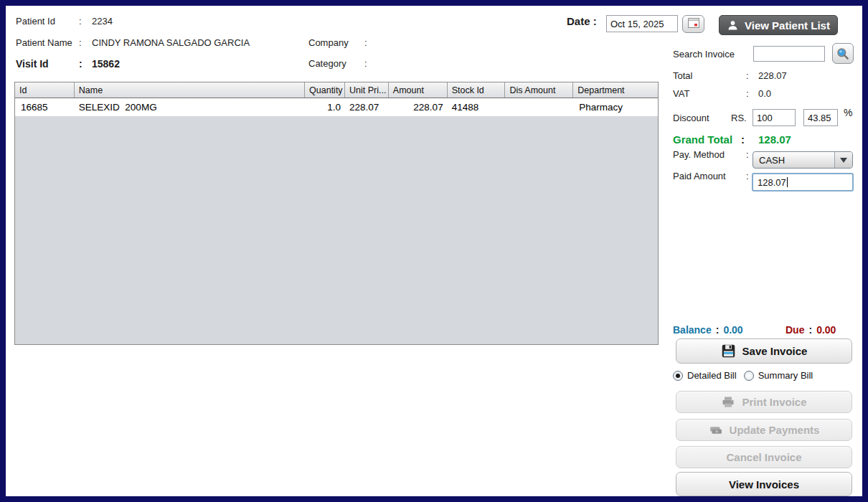 This screenshot has height=502, width=868. I want to click on print-invoice-button: Print Invoice, so click(764, 402).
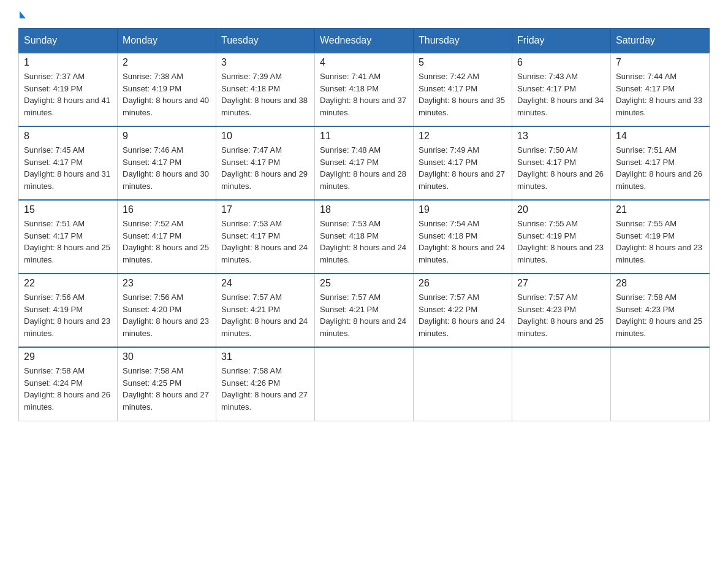 The width and height of the screenshot is (728, 563). Describe the element at coordinates (68, 94) in the screenshot. I see `day-detail: Sunrise: 7:37 AMSunset: 4:19 PMDaylight:…` at that location.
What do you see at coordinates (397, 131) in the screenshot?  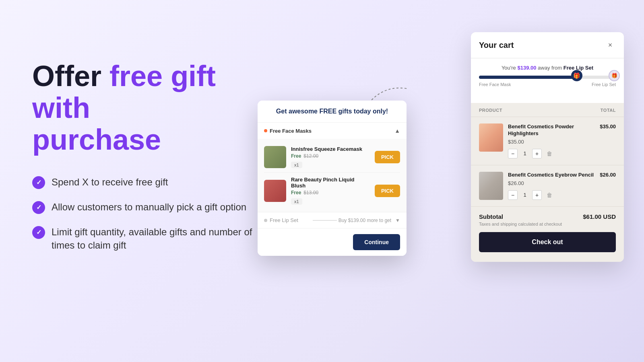 I see `chevron-up-icon: ▲` at bounding box center [397, 131].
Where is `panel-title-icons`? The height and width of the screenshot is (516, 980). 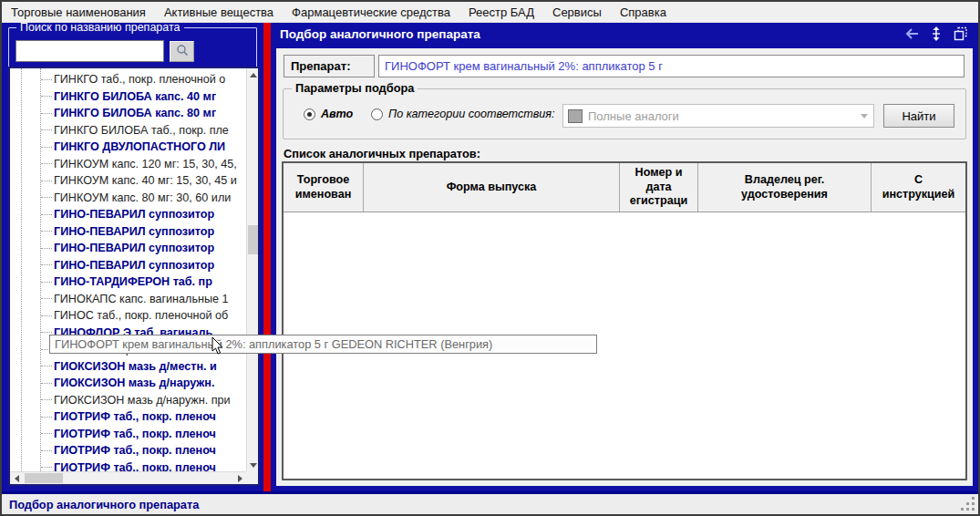 panel-title-icons is located at coordinates (936, 34).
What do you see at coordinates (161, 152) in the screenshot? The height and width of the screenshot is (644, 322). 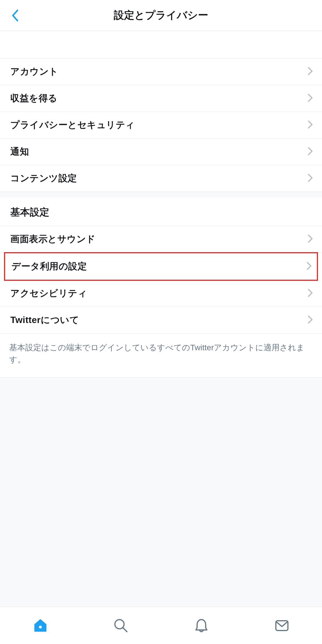 I see `row-notifications: 通知` at bounding box center [161, 152].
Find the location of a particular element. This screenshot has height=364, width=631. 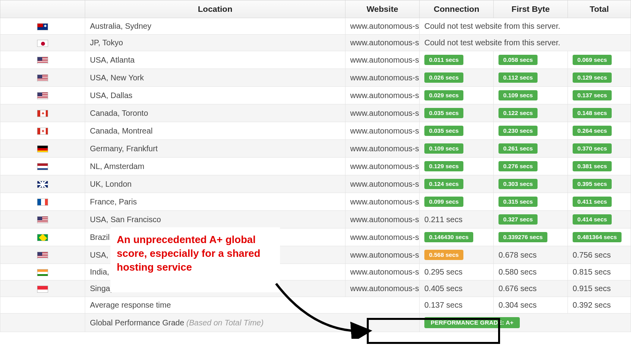

table-row: Australia, Sydneywww.autonomous-shoes-ca… is located at coordinates (316, 26).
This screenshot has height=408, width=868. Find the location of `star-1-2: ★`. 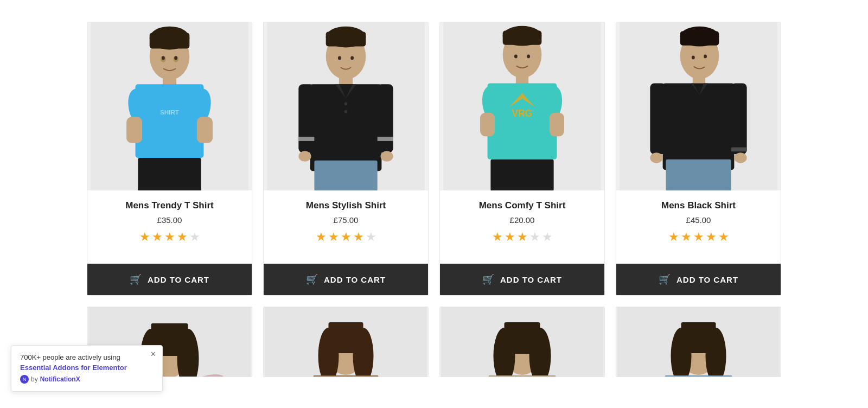

star-1-2: ★ is located at coordinates (157, 237).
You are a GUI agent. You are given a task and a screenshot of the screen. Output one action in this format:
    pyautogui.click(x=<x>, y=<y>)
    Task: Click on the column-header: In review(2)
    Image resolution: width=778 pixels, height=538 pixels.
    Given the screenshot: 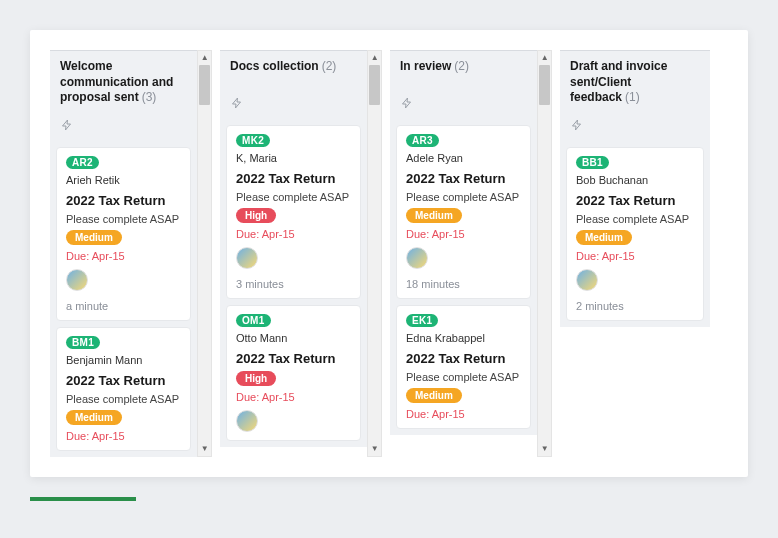 What is the action you would take?
    pyautogui.click(x=464, y=71)
    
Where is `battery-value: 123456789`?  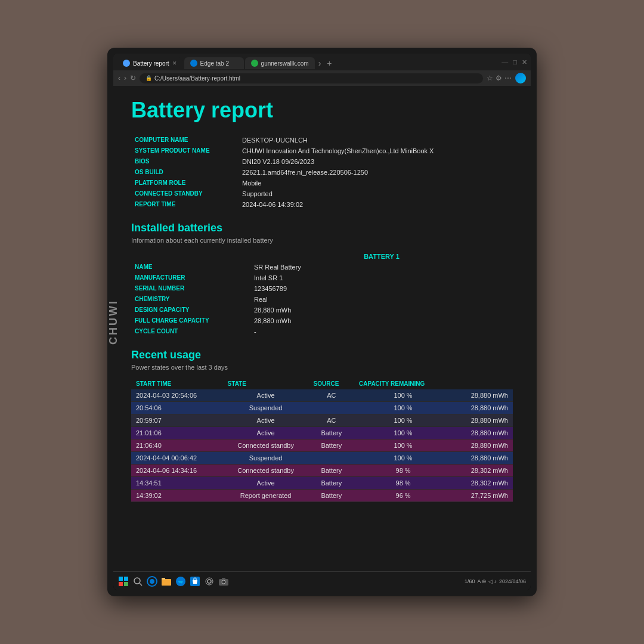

What the exercise asks:
Up in the listing, locate the line with "Find the location of a"; print it and every line after it down to the line with "You are a GUI", which is included too. Skip the pictures.

Task result:
Find the location of a particular element. This screenshot has height=364, width=631. 

table-row: Australia, Sydneywww.autonomous-shoes-ca… is located at coordinates (316, 26).
This screenshot has height=408, width=868. Find the location of `star-1-2: ★`. 

star-1-2: ★ is located at coordinates (157, 237).
You are a GUI agent. You are given a task and a screenshot of the screen. Output one action in this format:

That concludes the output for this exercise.